The broadest of those provisions, and the element with the most federal funding associated with it, deals with mental health. The bill provides for the establishment of a national network of community behavioral health clinics and puts $1 billion in grant funds toward the expansion of school-based mental health programs, plus another roughly $1 billion in funding for mental health and suicide prevention programs aimed at youth.

Cornyn was among the senators who argued last month that the mental health funding was the key element in stopping someone like 18-year-old Salvador Ramos, who killed 19 students and two teachers on May 24 in Uvalde. A Cornyn spokesman declined to comment this week on the new law’s potential to have prevented Monday’s shooting.

“Our goal with this legislation is to try to help people in crisis get treatment before they reach a point like Salvador Ramos,” Cornyn said last month. “I want to be clear, not everybody who’s suffering a mental health crisis is a threat to themselves and others. As a matter of fact, the opposite is true — many people suffer in silence with their parents, their families, their siblings trying to help them to no avail, but there is a small subset of people like [Ramos] who are a danger to themselves and others if they don’t get the kind of help they need.”

The other element of the bill that could have come into play with Crimo was a new enhanced background check for gun buyers under 21, which gives the federal background check system up to 10 days to determine if those young buyers have a disqualifying incident in juvenile criminal justice or mental health records. That would involve contacting the state agency that maintains those records as well as the local police department where the prospective gun buyer resides.

Even if there are no disqualifying juvenile records — and Illinois State Police statements suggest Crimo had none, citing only an underage tobacco offense — the new law’s supporters have argued that the involvement of local police could well be enough to intervene in a potential violent incident. Sen. Chris Murphy (D-Conn.), in an interview conducted before the Highland Park shooting, said he was confident the provision would have stopped Ramos even though authorities have not released any information to suggest he had a disqualifying juvenile record.
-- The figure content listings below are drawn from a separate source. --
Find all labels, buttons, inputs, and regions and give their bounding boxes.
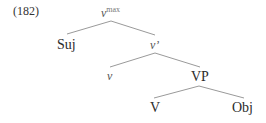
node-vmax-superscript: max bbox=[106, 5, 120, 14]
node-v-bar: v’ bbox=[150, 39, 159, 51]
node-vp: VP bbox=[191, 70, 209, 84]
node-v-head: v bbox=[107, 70, 112, 82]
branch-vp-verb bbox=[154, 86, 199, 98]
node-vmax: vmax bbox=[101, 6, 120, 19]
branch-vp-object bbox=[199, 86, 244, 98]
branch-vmax-vbar bbox=[111, 21, 155, 35]
node-object: Obj bbox=[232, 101, 253, 115]
branch-vbar-v bbox=[110, 53, 155, 67]
node-subject: Suj bbox=[57, 38, 76, 52]
example-number: (182) bbox=[13, 5, 39, 17]
branch-vmax-suj bbox=[67, 21, 111, 34]
tree-branches bbox=[0, 0, 266, 123]
node-verb: V bbox=[150, 101, 160, 115]
branch-vbar-vp bbox=[155, 53, 200, 67]
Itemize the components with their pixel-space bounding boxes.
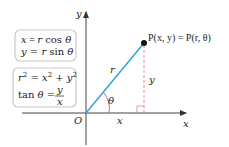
formula-y-equals-r-sin-theta: y = r sin θ: [20, 46, 73, 57]
fraction-numerator: y: [56, 84, 63, 95]
vertical-leg-label: y: [148, 74, 155, 85]
horizontal-leg-label: x: [117, 115, 123, 126]
formula-tan-theta: tan θ =: [18, 89, 55, 100]
origin-label: O: [74, 115, 82, 126]
formula-x-equals-r-cos-theta: x = r cos θ: [21, 34, 71, 45]
point-p: [141, 40, 147, 46]
angle-label: θ: [108, 95, 114, 106]
radius-line: [86, 43, 144, 113]
x-axis-label: x: [183, 118, 189, 129]
y-axis-label: y: [75, 8, 82, 19]
point-label: P(x, y) = P(r, θ): [148, 32, 211, 44]
fraction-denominator: x: [57, 96, 63, 107]
polar-coordinates-diagram: P(x, y) = P(r, θ) y x O r θ x y x = r co…: [0, 0, 229, 147]
right-angle-marker: [137, 106, 144, 113]
formula-box-inverse: r2 = x2 + y2 tan θ = y x: [13, 68, 77, 107]
formula-r-squared: r2 = x2 + y2: [18, 71, 77, 83]
formula-box-conversion: x = r cos θ y = r sin θ: [15, 30, 76, 61]
radius-label: r: [110, 64, 116, 75]
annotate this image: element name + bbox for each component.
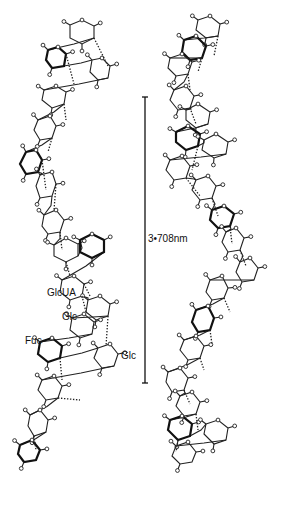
oxygen-atom <box>167 83 171 87</box>
oxygen-atom <box>263 265 267 269</box>
ring-oxygen-atom <box>180 154 184 158</box>
ring-oxygen-atom <box>54 84 58 88</box>
figure-canvas: 3•708nm GlcUA Glc Fuc Glc <box>0 0 283 507</box>
oxygen-atom <box>177 333 181 337</box>
sugar-ring <box>28 410 48 436</box>
ring-oxygen-atom <box>180 52 184 56</box>
oxygen-atom <box>190 14 194 18</box>
ring-oxygen-atom <box>50 170 54 174</box>
molecular-structure-drawing <box>0 0 283 507</box>
oxygen-atom <box>85 53 89 57</box>
sugar-ring <box>204 420 228 444</box>
oxygen-atom <box>77 343 81 347</box>
oxygen-atom <box>163 52 167 56</box>
oxygen-atom <box>72 235 76 239</box>
ring-oxygen-atom <box>30 438 34 442</box>
oxygen-atom <box>95 85 99 89</box>
ring-oxygen-atom <box>178 366 182 370</box>
ring-oxygen-atom <box>190 390 194 394</box>
sugar-ring <box>18 440 40 462</box>
sugar-ring <box>202 134 228 158</box>
oxygen-atom <box>48 73 52 77</box>
ring-oxygen-atom <box>220 274 224 278</box>
oxygen-atom <box>21 178 25 182</box>
ring-oxygen-atom <box>222 204 226 208</box>
oxygen-atom <box>233 285 237 289</box>
oxygen-atom <box>214 233 218 237</box>
ring-oxygen-atom <box>52 374 56 378</box>
sugar-ring <box>80 234 104 258</box>
oxygen-atom <box>205 399 209 403</box>
oxygen-atom <box>189 173 193 177</box>
oxygen-atom <box>67 342 71 346</box>
oxygen-atom <box>221 183 225 187</box>
oxygen-atom <box>23 408 27 412</box>
oxygen-atom <box>71 88 75 92</box>
oxygen-atom <box>19 467 23 471</box>
oxygen-atom <box>176 469 180 473</box>
oxygen-atom <box>205 130 209 134</box>
sugar-ring <box>196 16 220 38</box>
oxygen-atom <box>21 144 25 148</box>
ring-oxygen-atom <box>80 18 84 22</box>
oxygen-atom <box>80 49 84 53</box>
oxygen-atom <box>168 397 172 401</box>
oxygen-atom <box>37 208 41 212</box>
oxygen-atom <box>46 240 50 244</box>
ring-oxygen-atom <box>214 132 218 136</box>
oxygen-atom <box>173 389 177 393</box>
ring-oxygen-atom <box>82 312 86 316</box>
oxygen-atom <box>195 163 199 167</box>
oxygen-atom <box>71 50 75 54</box>
oxygen-atom <box>177 33 181 37</box>
oxygen-atom <box>89 280 93 284</box>
oxygen-atom <box>199 418 203 422</box>
oxygen-atom <box>41 43 45 47</box>
oxygen-atom <box>234 255 238 259</box>
sugar-ring <box>20 150 42 174</box>
oxygen-atom <box>98 373 102 377</box>
oxygen-atom <box>186 65 190 69</box>
oxygen-atom <box>233 138 237 142</box>
ring-oxygen-atom <box>184 84 188 88</box>
hydrogen-bond <box>224 298 230 312</box>
oxygen-atom <box>225 20 229 24</box>
oxygen-atom <box>190 302 194 306</box>
scale-bar-label: 3•708nm <box>148 234 188 244</box>
ring-oxygen-atom <box>194 334 198 338</box>
oxygen-atom <box>215 108 219 112</box>
oxygen-atom <box>13 439 17 443</box>
sugar-ring <box>46 47 66 68</box>
oxygen-atom <box>211 449 215 453</box>
ring-oxygen-atom <box>216 418 220 422</box>
oxygen-atom <box>62 20 66 24</box>
ring-oxygen-atom <box>196 102 200 106</box>
ring-oxygen-atom <box>38 408 42 412</box>
oxygen-atom <box>168 127 172 131</box>
oxygen-atom <box>67 305 71 309</box>
ring-oxygen-atom <box>180 414 184 418</box>
oxygen-atom <box>99 318 103 322</box>
ring-oxygen-atom <box>90 232 94 236</box>
oxygen-atom <box>69 216 73 220</box>
oxygen-atom <box>53 416 57 420</box>
oxygen-atom <box>201 449 205 453</box>
sugar-ring <box>70 20 94 44</box>
oxygen-atom <box>180 421 184 425</box>
oxygen-atom <box>163 414 167 418</box>
oxygen-atom <box>249 235 253 239</box>
oxygen-atom <box>115 300 119 304</box>
oxygen-atom <box>199 93 203 97</box>
ring-oxygen-atom <box>64 236 68 240</box>
hydrogen-bond <box>84 284 90 296</box>
glycosidic-bond <box>60 348 98 358</box>
oxygen-atom <box>32 113 36 117</box>
oxygen-atom <box>45 367 49 371</box>
oxygen-atom <box>219 315 223 319</box>
oxygen-atom <box>42 405 46 409</box>
sugar-ring <box>42 86 66 108</box>
ring-oxygen-atom <box>72 274 76 278</box>
oxygen-atom <box>61 123 65 127</box>
hydrogen-bond <box>106 316 108 346</box>
oxygen-atom <box>238 287 242 291</box>
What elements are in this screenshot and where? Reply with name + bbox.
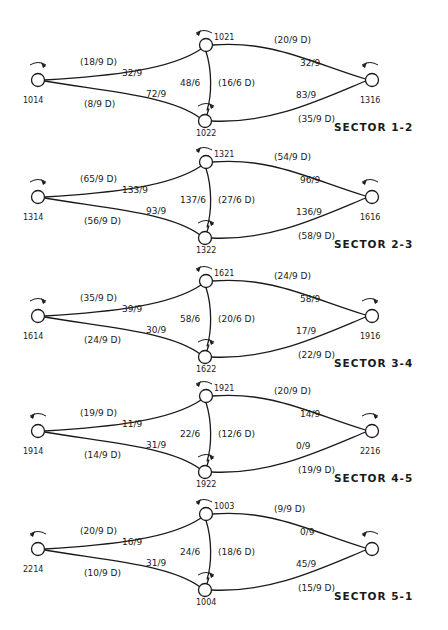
flow-label-bottom-right: 83/9	[296, 90, 316, 100]
flow-label-top-bottom: 24/6	[180, 547, 200, 557]
node-label-top: 1921	[214, 384, 234, 393]
node-top[interactable]	[200, 275, 213, 288]
node-label-left: 1614	[23, 332, 43, 341]
node-label-bottom: 1922	[196, 480, 216, 489]
node-top[interactable]	[200, 156, 213, 169]
node-bottom[interactable]	[199, 466, 212, 479]
edge-top-right	[213, 161, 366, 196]
flow-label-left-bottom: 31/9	[146, 558, 166, 568]
demand-label-top-bottom: (16/6 D)	[218, 78, 255, 88]
node-label-left: 2214	[23, 565, 43, 574]
demand-label-left-top: (18/9 D)	[80, 57, 117, 67]
node-bottom[interactable]	[199, 232, 212, 245]
node-label-bottom: 1622	[196, 365, 216, 374]
node-label-left: 1014	[23, 96, 43, 105]
edge-top-bottom	[206, 52, 211, 111]
node-right[interactable]	[366, 74, 379, 87]
node-top[interactable]	[200, 39, 213, 52]
edge-top-right	[213, 513, 366, 548]
node-top[interactable]	[200, 508, 213, 521]
flow-label-top-right: 14/9	[300, 409, 320, 419]
demand-label-top-bottom: (18/6 D)	[218, 547, 255, 557]
demand-label-bottom-right: (58/9 D)	[298, 231, 335, 241]
demand-label-left-bottom: (24/9 D)	[84, 335, 121, 345]
node-label-bottom: 1322	[196, 246, 216, 255]
node-label-top: 1003	[214, 502, 234, 511]
edge-top-bottom	[206, 288, 211, 347]
sector-label: SECTOR 1-2	[334, 121, 413, 133]
node-label-bottom: 1022	[196, 129, 216, 138]
node-label-top: 1321	[214, 150, 234, 159]
flow-label-top-right: 0/9	[300, 527, 315, 537]
edge-left-bottom	[45, 81, 201, 118]
node-label-left: 1314	[23, 213, 43, 222]
demand-label-top-bottom: (27/6 D)	[218, 195, 255, 205]
sector-3: 161416211622191639/9(35/9 D)30/9(24/9 D)…	[23, 266, 413, 374]
edge-top-right	[213, 44, 366, 79]
flow-label-left-top: 39/9	[122, 304, 142, 314]
node-right[interactable]	[366, 543, 379, 556]
demand-label-bottom-right: (22/9 D)	[298, 350, 335, 360]
demand-label-bottom-right: (35/9 D)	[298, 114, 335, 124]
flow-label-left-top: 32/9	[122, 68, 142, 78]
node-label-top: 1021	[214, 33, 234, 42]
node-left[interactable]	[32, 310, 45, 323]
edge-top-right	[213, 395, 366, 430]
flow-label-bottom-right: 17/9	[296, 326, 316, 336]
demand-label-top-right: (20/9 D)	[274, 35, 311, 45]
flow-label-top-bottom: 137/6	[180, 195, 206, 205]
node-label-top: 1621	[214, 269, 234, 278]
demand-label-top-bottom: (20/6 D)	[218, 314, 255, 324]
flow-label-left-bottom: 72/9	[146, 89, 166, 99]
edge-left-bottom	[45, 432, 201, 469]
flow-label-left-top: 133/9	[122, 185, 148, 195]
node-label-right: 2216	[360, 447, 380, 456]
flow-label-top-bottom: 48/6	[180, 78, 200, 88]
demand-label-left-top: (19/9 D)	[80, 408, 117, 418]
node-label-right: 1316	[360, 96, 380, 105]
sector-1: 101410211022131632/9(18/9 D)72/9(8/9 D)4…	[23, 30, 413, 138]
sector-label: SECTOR 4-5	[334, 472, 413, 484]
flow-label-left-top: 16/9	[122, 537, 142, 547]
demand-label-top-right: (20/9 D)	[274, 386, 311, 396]
node-right[interactable]	[366, 425, 379, 438]
node-label-right: 1616	[360, 213, 380, 222]
flow-label-left-top: 11/9	[122, 419, 142, 429]
demand-label-top-right: (9/9 D)	[274, 504, 305, 514]
edge-left-bottom	[45, 317, 201, 354]
sector-label: SECTOR 5-1	[334, 590, 413, 602]
demand-label-left-top: (65/9 D)	[80, 174, 117, 184]
demand-label-left-bottom: (14/9 D)	[84, 450, 121, 460]
demand-label-bottom-right: (19/9 D)	[298, 465, 335, 475]
demand-label-left-top: (35/9 D)	[80, 293, 117, 303]
node-bottom[interactable]	[199, 115, 212, 128]
sector-network-diagram: 101410211022131632/9(18/9 D)72/9(8/9 D)4…	[0, 0, 448, 630]
node-label-right: 1916	[360, 332, 380, 341]
demand-label-bottom-right: (15/9 D)	[298, 583, 335, 593]
node-left[interactable]	[32, 74, 45, 87]
node-top[interactable]	[200, 390, 213, 403]
node-right[interactable]	[366, 310, 379, 323]
node-bottom[interactable]	[199, 584, 212, 597]
flow-label-top-right: 96/9	[300, 175, 320, 185]
node-bottom[interactable]	[199, 351, 212, 364]
flow-label-bottom-right: 45/9	[296, 559, 316, 569]
sector-4: 191419211922221611/9(19/9 D)31/9(14/9 D)…	[23, 381, 413, 489]
demand-label-left-bottom: (56/9 D)	[84, 216, 121, 226]
node-left[interactable]	[32, 543, 45, 556]
flow-label-bottom-right: 136/9	[296, 207, 322, 217]
node-label-bottom: 1004	[196, 598, 216, 607]
flow-label-top-right: 32/9	[300, 58, 320, 68]
demand-label-left-bottom: (8/9 D)	[84, 99, 115, 109]
edge-left-bottom	[45, 550, 201, 587]
flow-label-top-bottom: 58/6	[180, 314, 200, 324]
edge-top-right	[213, 280, 366, 315]
node-right[interactable]	[366, 191, 379, 204]
sector-label: SECTOR 3-4	[334, 357, 413, 369]
node-label-left: 1914	[23, 447, 43, 456]
flow-label-top-right: 58/9	[300, 294, 320, 304]
node-left[interactable]	[32, 191, 45, 204]
node-left[interactable]	[32, 425, 45, 438]
edge-top-bottom	[206, 521, 211, 580]
flow-label-left-bottom: 30/9	[146, 325, 166, 335]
“No doubt this kid had been involved with the local police department,” he said. A call to the Uvalde cops, he added, “would have been an opportunity for the police department to say: ‘Oh, there’s this kid who we know on his 18th birthday went to buy two assault weapons. Maybe we need to go to his house and check in on him.’ You cannot say for certain, but I think there’s a chance that had our under-21 provision been in effect before Uvalde, it could have stopped that shooting.”

The Highland Park tragedy has made one thing clear, however: The push for further federal gun restrictions is not over. Among those raising a need for new measures this week is Eric Rinehart, the Lake County state’s attorney who called on Wednesday for more awareness and better implementation of his state’s red-flag law — but also made clear that tougher federal gun restrictions would have made an even more clear-cut difference.

“The state of Illinois and the United States should ban these types of assault weapons,” he said, referring to the Smith & Wesson M&P 15 rifle that Crimo allegedly used in his attack Monday — a model that is part of the AR-15 family of semiautomatic rifles frequently used by mass shooters. “We had [a national] ban from 1994 to 2004 with bipartisan support. … My position as a public safety professional, as one of the many individuals responsible for the safety of the people in Lake County, is we should have a statewide and national ban on assault weapons.”

That, however, is not on the agenda for this Congress — or likely for many congresses to come. Republicans who supported the new federal law made clear that they did not see it as a first step toward any further gun restrictions. In fact, Senate Minority Leader Mitch McConnell (R-Ky.) and others have said they view the bill as the final word on the problem of mass shootings.

“The problem is mental health and these young men who seem to be inspired to commit these atrocities,” McConnell said at a Tuesday event in Paducah, Ky. “So I think the bill that we passed targeted the problem. We did open up juvenile records to background checks, and hopefully that will help us do a better job of identifying people who have these mental problems before they carry out these awful atrocities.”

But Watts said the fight will go on — if not on Capitol Hill, then in statehouses and city halls across the country. “We knew that this legislation was a first step on a longer path,” she said. “Our goal was to break the logjam in Congress that had prevented any gun safety legislation from passing for over 25 years. … That was a watershed moment in American politics, but more needs to be done.”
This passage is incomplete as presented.